AndrewMeronek wrote: Sun Apr 16, 2023 10:22 am
mgladdish wrote: Sun Apr 16, 2023 7:17 am My theory is this approach should have a nice side-effect that it ought to fit nicely with the western jazz I already play, without having to move to an entirely different genre.
Depending on what you mean by "western jazz" this approach may be fraught with problems.
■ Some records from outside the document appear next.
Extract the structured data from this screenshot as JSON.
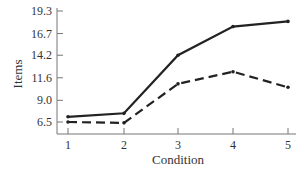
{
  "chart_data": {
    "type": "line",
    "title": "",
    "xlabel": "Condition",
    "ylabel": "Items",
    "categories": [
      1,
      2,
      3,
      4,
      5
    ],
    "x_ticks": [
      "1",
      "2",
      "3",
      "4",
      "5"
    ],
    "y_ticks": [
      "6.5",
      "9.0",
      "11.6",
      "14.2",
      "16.7",
      "19.3"
    ],
    "y_tick_values": [
      6.5,
      9.0,
      11.6,
      14.2,
      16.7,
      19.3
    ],
    "ylim": [
      5.1,
      19.3
    ],
    "grid": false,
    "legend": null,
    "series": [
      {
        "name": "Series 1 (solid)",
        "style": "solid",
        "color": "#222222",
        "values": [
          7.1,
          7.5,
          14.2,
          17.5,
          18.1
        ]
      },
      {
        "name": "Series 2 (dashed)",
        "style": "dashed",
        "color": "#222222",
        "values": [
          6.5,
          6.4,
          10.9,
          12.3,
          10.5
        ]
      }
    ]
  }
}
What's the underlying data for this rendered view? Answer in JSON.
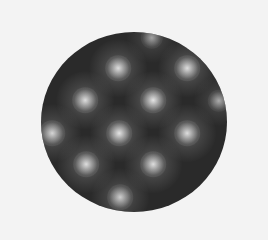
{
  "image": {
    "description": "Grayscale circular aperture showing a periodic lattice of bright spots on a dark background",
    "background_color": "#f3f3f3",
    "disk": {
      "cx": 134,
      "cy": 122,
      "rx": 93,
      "ry": 90,
      "base_color": "#2a2a2a",
      "halo_color": "#5a5a5a",
      "spot_color": "#e6e6e6"
    },
    "spots": [
      {
        "x": 152,
        "y": 38,
        "r": 7,
        "intensity": 0.55
      },
      {
        "x": 118,
        "y": 68,
        "r": 8,
        "intensity": 0.9
      },
      {
        "x": 187,
        "y": 68,
        "r": 8,
        "intensity": 0.9
      },
      {
        "x": 85,
        "y": 100,
        "r": 8,
        "intensity": 0.9
      },
      {
        "x": 153,
        "y": 100,
        "r": 8,
        "intensity": 0.95
      },
      {
        "x": 219,
        "y": 101,
        "r": 7,
        "intensity": 0.6
      },
      {
        "x": 52,
        "y": 133,
        "r": 8,
        "intensity": 0.85
      },
      {
        "x": 119,
        "y": 133,
        "r": 8,
        "intensity": 0.95
      },
      {
        "x": 187,
        "y": 133,
        "r": 8,
        "intensity": 0.9
      },
      {
        "x": 86,
        "y": 164,
        "r": 8,
        "intensity": 0.9
      },
      {
        "x": 153,
        "y": 164,
        "r": 8,
        "intensity": 0.9
      },
      {
        "x": 120,
        "y": 197,
        "r": 8,
        "intensity": 0.8
      }
    ]
  }
}
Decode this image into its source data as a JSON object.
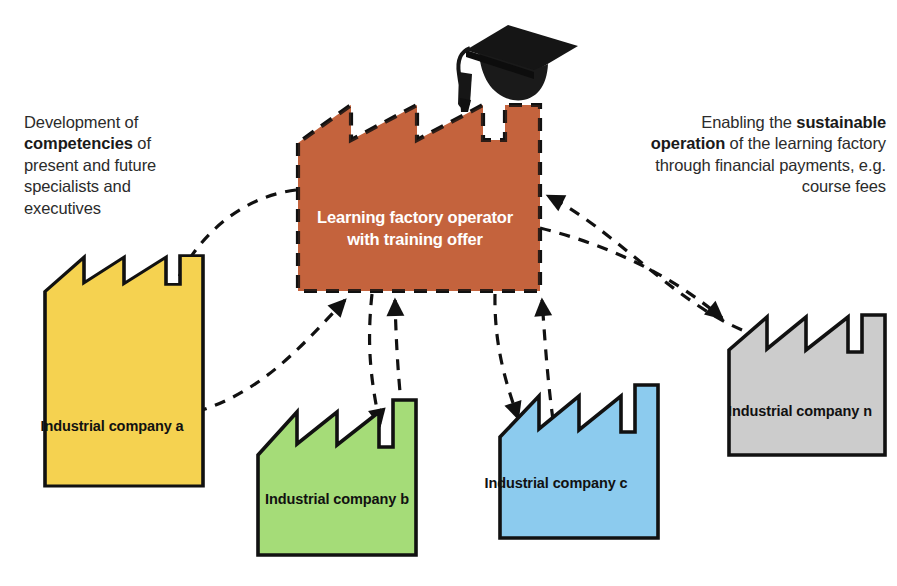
{
  "diagram": {
    "background_color": "#ffffff",
    "stroke_color": "#111111",
    "annotations": {
      "left": {
        "name": "competency-development-note",
        "pre": "Development of ",
        "emphasis": "competencies",
        "post": " of present and future specialists and executives",
        "full_text": "Development of competencies of present and future specialists and executives",
        "align": "left"
      },
      "right": {
        "name": "sustainable-operation-note",
        "pre": "Enabling the ",
        "emphasis": "sustainable operation",
        "post": " of the learning factory through financial payments, e.g. course fees",
        "full_text": "Enabling the sustainable operation of the learning factory through financial payments, e.g. course fees",
        "align": "right"
      }
    },
    "nodes": [
      {
        "id": "center",
        "name": "learning-factory-operator-node",
        "label": "Learning factory operator with training offer",
        "fill": "#C8663F",
        "text_color": "#FFFFFF",
        "border_style": "dashed",
        "icon": "graduation-cap-icon"
      },
      {
        "id": "company-a",
        "name": "industrial-company-a-node",
        "label": "Industrial company a",
        "fill": "#F5D250",
        "text_color": "#111111",
        "border_style": "solid"
      },
      {
        "id": "company-b",
        "name": "industrial-company-b-node",
        "label": "Industrial company b",
        "fill": "#A5DC78",
        "text_color": "#111111",
        "border_style": "solid"
      },
      {
        "id": "company-c",
        "name": "industrial-company-c-node",
        "label": "Industrial company c",
        "fill": "#8CCBEE",
        "text_color": "#111111",
        "border_style": "solid"
      },
      {
        "id": "company-n",
        "name": "industrial-company-n-node",
        "label": "Industrial company n",
        "fill": "#CCCCCC",
        "text_color": "#111111",
        "border_style": "solid"
      }
    ],
    "connectors": [
      {
        "name": "connector-center-to-company-a",
        "from": "center",
        "to": "company-a",
        "style": "dashed",
        "arrow": "end"
      },
      {
        "name": "connector-company-a-to-center",
        "from": "company-a",
        "to": "center",
        "style": "dashed",
        "arrow": "end"
      },
      {
        "name": "connector-center-to-company-b",
        "from": "center",
        "to": "company-b",
        "style": "dashed",
        "arrow": "end"
      },
      {
        "name": "connector-company-b-to-center",
        "from": "company-b",
        "to": "center",
        "style": "dashed",
        "arrow": "end"
      },
      {
        "name": "connector-center-to-company-c",
        "from": "center",
        "to": "company-c",
        "style": "dashed",
        "arrow": "end"
      },
      {
        "name": "connector-company-c-to-center",
        "from": "company-c",
        "to": "center",
        "style": "dashed",
        "arrow": "end"
      },
      {
        "name": "connector-center-to-company-n",
        "from": "center",
        "to": "company-n",
        "style": "dashed",
        "arrow": "end"
      },
      {
        "name": "connector-company-n-to-center",
        "from": "company-n",
        "to": "center",
        "style": "dashed",
        "arrow": "end"
      }
    ]
  }
}
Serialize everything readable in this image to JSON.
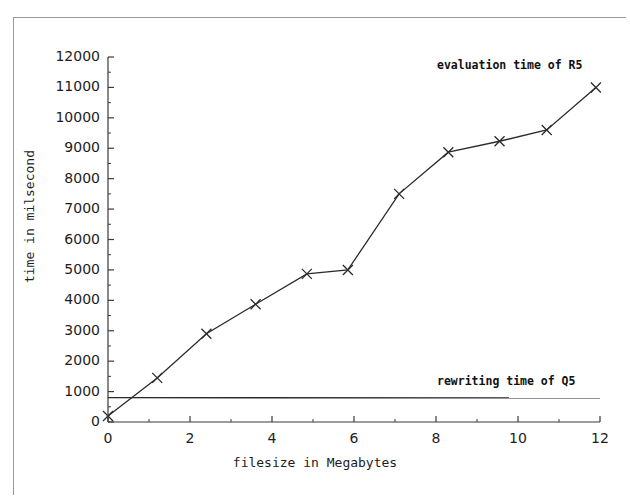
{
  "chart_data": {
    "type": "line",
    "title": "",
    "xlabel": "filesize in Megabytes",
    "ylabel": "time in milsecond",
    "xlim": [
      0,
      12
    ],
    "ylim": [
      0,
      12000
    ],
    "xticks": [
      0,
      2,
      4,
      6,
      8,
      10,
      12
    ],
    "xtick_labels": [
      "0",
      "2",
      "4",
      "6",
      "8",
      "10",
      "12"
    ],
    "yticks": [
      0,
      1000,
      2000,
      3000,
      4000,
      5000,
      6000,
      7000,
      8000,
      9000,
      10000,
      11000,
      12000
    ],
    "ytick_labels": [
      "0",
      "1000",
      "2000",
      "3000",
      "4000",
      "5000",
      "6000",
      "7000",
      "8000",
      "9000",
      "10000",
      "11000",
      "12000"
    ],
    "minor_ytick_step": 500,
    "minor_xtick_step": 0.5,
    "grid": false,
    "legend_position": "inline-annotations",
    "series": [
      {
        "name": "evaluation time of R5",
        "marker": "x",
        "color": "#2b2b2b",
        "x": [
          0.0,
          1.2,
          2.4,
          3.6,
          4.85,
          5.85,
          7.1,
          8.3,
          9.55,
          10.7,
          11.9
        ],
        "y": [
          200,
          1450,
          2900,
          3870,
          4870,
          5000,
          7500,
          8870,
          9230,
          9600,
          11000
        ]
      },
      {
        "name": "rewriting time of Q5",
        "marker": "none",
        "color": "#2b2b2b",
        "x": [
          0.0,
          12.0
        ],
        "y": [
          800,
          790
        ]
      }
    ],
    "annotations": [
      {
        "text": "evaluation time of R5",
        "x": 8.0,
        "y": 11500
      },
      {
        "text": "rewriting time of Q5",
        "x": 8.0,
        "y": 1300
      }
    ]
  },
  "axis": {
    "xlabel": "filesize in Megabytes",
    "ylabel": "time in milsecond"
  },
  "annotations": {
    "evaluation": "evaluation time of R5",
    "rewriting": "rewriting time of Q5"
  },
  "colors": {
    "line": "#2b2b2b",
    "axis": "#3a3a3a",
    "frame": "#9a9a9a",
    "background": "#ffffff"
  }
}
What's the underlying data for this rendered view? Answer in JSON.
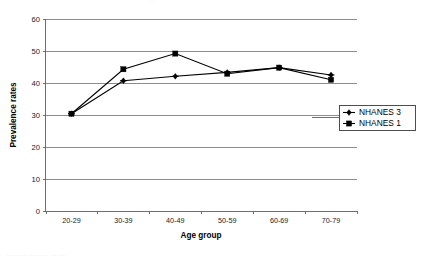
{
  "chart_data": {
    "type": "line",
    "title": "",
    "xlabel": "Age group",
    "ylabel": "Prevalence rates",
    "categories": [
      "20-29",
      "30-39",
      "40-49",
      "50-59",
      "60-69",
      "70-79"
    ],
    "ylim": [
      0,
      60
    ],
    "yticks": [
      0,
      10,
      20,
      30,
      40,
      50,
      60
    ],
    "ytick_labels": [
      "0",
      "10",
      "20",
      "30",
      "40",
      "50",
      "60"
    ],
    "grid": true,
    "legend_position": "right",
    "series": [
      {
        "name": "NHANES 3",
        "marker": "diamond",
        "color": "#000000",
        "values": [
          30.4,
          40.7,
          42.1,
          43.3,
          44.8,
          42.5
        ]
      },
      {
        "name": "NHANES 1",
        "marker": "square",
        "color": "#000000",
        "values": [
          30.4,
          44.3,
          49.2,
          42.9,
          44.8,
          41.0
        ]
      }
    ]
  },
  "legend": {
    "items": [
      {
        "label": "NHANES 3",
        "marker": "diamond-marker"
      },
      {
        "label": "NHANES 1",
        "marker": "square-marker"
      }
    ]
  },
  "fragments": {
    "top_clipped_text": "··",
    "bottom_clipped_caption": "— —— ——— — —"
  }
}
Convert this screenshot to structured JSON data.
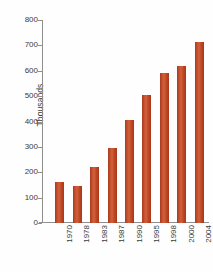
{
  "chart_data": {
    "type": "bar",
    "title": "",
    "subtitle": "",
    "xlabel": "",
    "ylabel": "Thousands",
    "categories": [
      "1970",
      "1978",
      "1983",
      "1987",
      "1990",
      "1995",
      "1998",
      "2000",
      "2004"
    ],
    "values": [
      160,
      145,
      220,
      295,
      405,
      505,
      593,
      620,
      712
    ],
    "ylim": [
      0,
      800
    ],
    "ytick_labels": [
      "800",
      "700",
      "600",
      "500",
      "400",
      "300",
      "200",
      "100",
      "0"
    ],
    "ytick_values": [
      800,
      700,
      600,
      500,
      400,
      300,
      200,
      100,
      0
    ],
    "grid": false,
    "legend": null,
    "legend_position": "none",
    "series": [
      {
        "name": "",
        "values": [
          160,
          145,
          220,
          295,
          405,
          505,
          593,
          620,
          712
        ]
      }
    ],
    "colors": {
      "bar": "#be4526",
      "bar_highlight": "#d2603b",
      "bar_shadow": "#a7381c",
      "axis": "#8f8f8f",
      "text": "#3b3b3b",
      "background": "#fefefe"
    }
  }
}
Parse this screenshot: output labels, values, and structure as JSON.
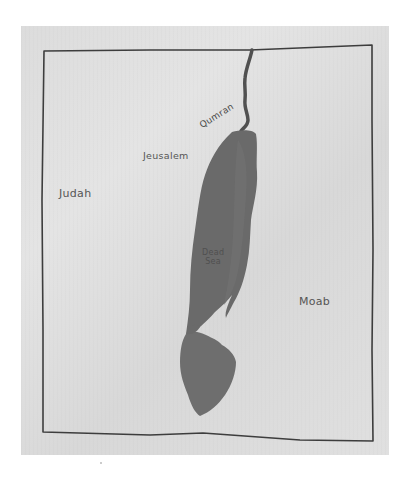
{
  "map": {
    "title": "",
    "medium": "hand-drawn pencil and watercolor sketch",
    "regions": [
      {
        "id": "judah",
        "label": "Judah"
      },
      {
        "id": "moab",
        "label": "Moab"
      }
    ],
    "places": [
      {
        "id": "jerusalem",
        "label": "Jeusalem"
      },
      {
        "id": "qumran",
        "label": "Qumran"
      }
    ],
    "water_bodies": [
      {
        "id": "dead-sea",
        "label_line1": "Dead",
        "label_line2": "Sea"
      }
    ],
    "rivers": [
      {
        "id": "jordan-river",
        "label": ""
      }
    ],
    "colors": {
      "paper": "#dedede",
      "border": "#3a3a3a",
      "water": "#6b6b6b",
      "water_light": "#7a7a7a",
      "text": "#555555"
    }
  }
}
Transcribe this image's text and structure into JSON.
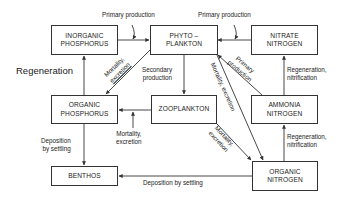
{
  "diagram": {
    "type": "nutrient-cycle-flow",
    "side_label": "Regeneration",
    "nodes": {
      "inorganic_phosphorus": {
        "line1": "INORGANIC",
        "line2": "PHOSPHORUS"
      },
      "phytoplankton": {
        "line1": "PHYTO –",
        "line2": "PLANKTON"
      },
      "nitrate_nitrogen": {
        "line1": "NITRATE",
        "line2": "NITROGEN"
      },
      "organic_phosphorus": {
        "line1": "ORGANIC",
        "line2": "PHOSPHORUS"
      },
      "zooplankton": {
        "line1": "ZOOPLANKTON"
      },
      "ammonia_nitrogen": {
        "line1": "AMMONIA",
        "line2": "NITROGEN"
      },
      "benthos": {
        "line1": "BENTHOS"
      },
      "organic_nitrogen": {
        "line1": "ORGANIC",
        "line2": "NITROGEN"
      }
    },
    "edges": {
      "primary_production_p": {
        "from": "INORGANIC PHOSPHORUS",
        "to": "PHYTO-PLANKTON",
        "label": "Primary production"
      },
      "primary_production_n": {
        "from": "NITRATE NITROGEN",
        "to": "PHYTO-PLANKTON",
        "label": "Primary production"
      },
      "primary_production_ammonia": {
        "from": "AMMONIA NITROGEN",
        "to": "PHYTO-PLANKTON",
        "line1": "Primary",
        "line2": "production"
      },
      "phyto_to_orgp": {
        "from": "PHYTO-PLANKTON",
        "to": "ORGANIC PHOSPHORUS",
        "line1": "Mortality,",
        "line2": "excretion"
      },
      "secondary_production": {
        "from": "PHYTO-PLANKTON",
        "to": "ZOOPLANKTON",
        "line1": "Secondary",
        "line2": "production"
      },
      "phyto_to_orgn": {
        "from": "PHYTO-PLANKTON",
        "to": "ORGANIC NITROGEN",
        "label": "Mortality, excretion"
      },
      "zoo_to_orgp": {
        "from": "ZOOPLANKTON",
        "to": "ORGANIC PHOSPHORUS",
        "line1": "Mortality,",
        "line2": "excretion"
      },
      "zoo_to_orgn": {
        "from": "ZOOPLANKTON",
        "to": "ORGANIC NITROGEN",
        "line1": "Mortality,",
        "line2": "excretion"
      },
      "regen_p": {
        "from": "ORGANIC PHOSPHORUS",
        "to": "INORGANIC PHOSPHORUS"
      },
      "regen_nitrate": {
        "from": "AMMONIA NITROGEN",
        "to": "NITRATE NITROGEN",
        "line1": "Regeneration,",
        "line2": "nitrification"
      },
      "regen_ammonia": {
        "from": "ORGANIC NITROGEN",
        "to": "AMMONIA NITROGEN",
        "line1": "Regeneration,",
        "line2": "nitrification"
      },
      "deposition_p": {
        "from": "ORGANIC PHOSPHORUS",
        "to": "BENTHOS",
        "line1": "Deposition",
        "line2": "by settling"
      },
      "deposition_n": {
        "from": "ORGANIC NITROGEN",
        "to": "BENTHOS",
        "label": "Deposition by settling"
      }
    }
  }
}
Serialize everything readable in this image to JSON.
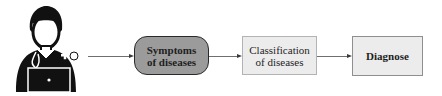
{
  "diagram": {
    "actor": {
      "icon": "doctor-with-laptop-icon",
      "description": "doctor with stethoscope using laptop"
    },
    "nodes": [
      {
        "id": "symptoms",
        "label": "Symptoms of diseases",
        "shape": "rounded-rectangle",
        "fill": "#9b9b9b",
        "border": "#2a2a2a"
      },
      {
        "id": "classification",
        "label": "Classification of diseases",
        "shape": "rectangle",
        "fill": "#ececec",
        "border": "#b3b3b3"
      },
      {
        "id": "diagnose",
        "label": "Diagnose",
        "shape": "rectangle",
        "fill": "#ececec",
        "border": "#8f8f8f"
      }
    ],
    "edges": [
      {
        "from": "actor",
        "to": "symptoms"
      },
      {
        "from": "symptoms",
        "to": "classification"
      },
      {
        "from": "classification",
        "to": "diagnose"
      }
    ]
  }
}
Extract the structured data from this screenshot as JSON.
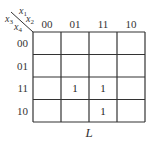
{
  "kmap": {
    "row_var": "x3x4",
    "col_var": "x1x2",
    "row_var_parts": [
      {
        "base": "x",
        "sub": "3"
      },
      {
        "base": "x",
        "sub": "4"
      }
    ],
    "col_var_parts": [
      {
        "base": "x",
        "sub": "1"
      },
      {
        "base": "x",
        "sub": "2"
      }
    ],
    "col_labels": [
      "00",
      "01",
      "11",
      "10"
    ],
    "row_labels": [
      "00",
      "01",
      "11",
      "10"
    ],
    "cells": [
      [
        "",
        "",
        "",
        ""
      ],
      [
        "",
        "",
        "",
        ""
      ],
      [
        "",
        "1",
        "1",
        ""
      ],
      [
        "",
        "",
        "1",
        ""
      ]
    ],
    "function_name": "L"
  }
}
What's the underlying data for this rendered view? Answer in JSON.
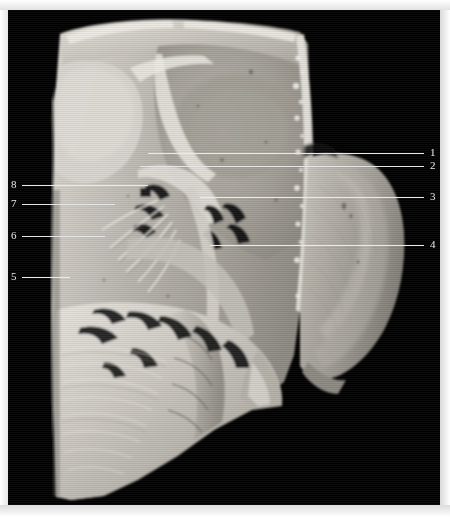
{
  "plate": {
    "background_color": "#ffffff",
    "photo_background_color": "#010101",
    "leader_color": "#e8e8e8",
    "label_color": "#e9e9e9",
    "label_color_on_white": "#2b2b2b",
    "image_type": "anatomical-dissection-photograph",
    "orientation": "sagittal-parasagittal-section"
  },
  "labels": [
    {
      "id": "label-1",
      "text": "1",
      "side": "right",
      "number_x": 430,
      "number_y": 147,
      "leader_y": 153,
      "leader_from_x": 148,
      "leader_to_x": 424
    },
    {
      "id": "label-2",
      "text": "2",
      "side": "right",
      "number_x": 430,
      "number_y": 160,
      "leader_y": 166,
      "leader_from_x": 140,
      "leader_to_x": 424
    },
    {
      "id": "label-3",
      "text": "3",
      "side": "right",
      "number_x": 430,
      "number_y": 191,
      "leader_y": 197,
      "leader_from_x": 200,
      "leader_to_x": 424
    },
    {
      "id": "label-4",
      "text": "4",
      "side": "right",
      "number_x": 430,
      "number_y": 239,
      "leader_y": 245,
      "leader_from_x": 210,
      "leader_to_x": 424
    },
    {
      "id": "label-5",
      "text": "5",
      "side": "left",
      "number_x": 11,
      "number_y": 271,
      "leader_y": 277,
      "leader_from_x": 22,
      "leader_to_x": 70
    },
    {
      "id": "label-6",
      "text": "6",
      "side": "left",
      "number_x": 11,
      "number_y": 230,
      "leader_y": 236,
      "leader_from_x": 22,
      "leader_to_x": 105
    },
    {
      "id": "label-7",
      "text": "7",
      "side": "left",
      "number_x": 11,
      "number_y": 198,
      "leader_y": 204,
      "leader_from_x": 22,
      "leader_to_x": 115
    },
    {
      "id": "label-8",
      "text": "8",
      "side": "left",
      "number_x": 11,
      "number_y": 179,
      "leader_y": 185,
      "leader_from_x": 22,
      "leader_to_x": 148
    }
  ]
}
For example, the classic ii-V-I progressions that occur in so much jazz are designed to cycle specifically in 12ET, as keys change in that context.

But, if you go for some of the other "jazz" ideas that don't rely on ii-V-I progressions like blues or modal jazz, I think you'll find juicier fruit.

Also: focusing on splitting 12ET-based slide positions into smaller parts isn't necessarily the best way to go unless you're specifically trying for some kind of 24ET or 36ET. This approach is still based on the piano keyboard layout, and the vast, vast majority of pitch systems in the world are not based on a piano at all.
Sure. But I reckon having the freedom to use more steps to get between notes in the existing chords/scale should work fine, regardless of the sequence of the tune. It should provide more possibilities for interesting, dense, runs of notes within a solo. I'm not proposing changing the chord sequence or playing just a C## for a couple of bars over a ballad.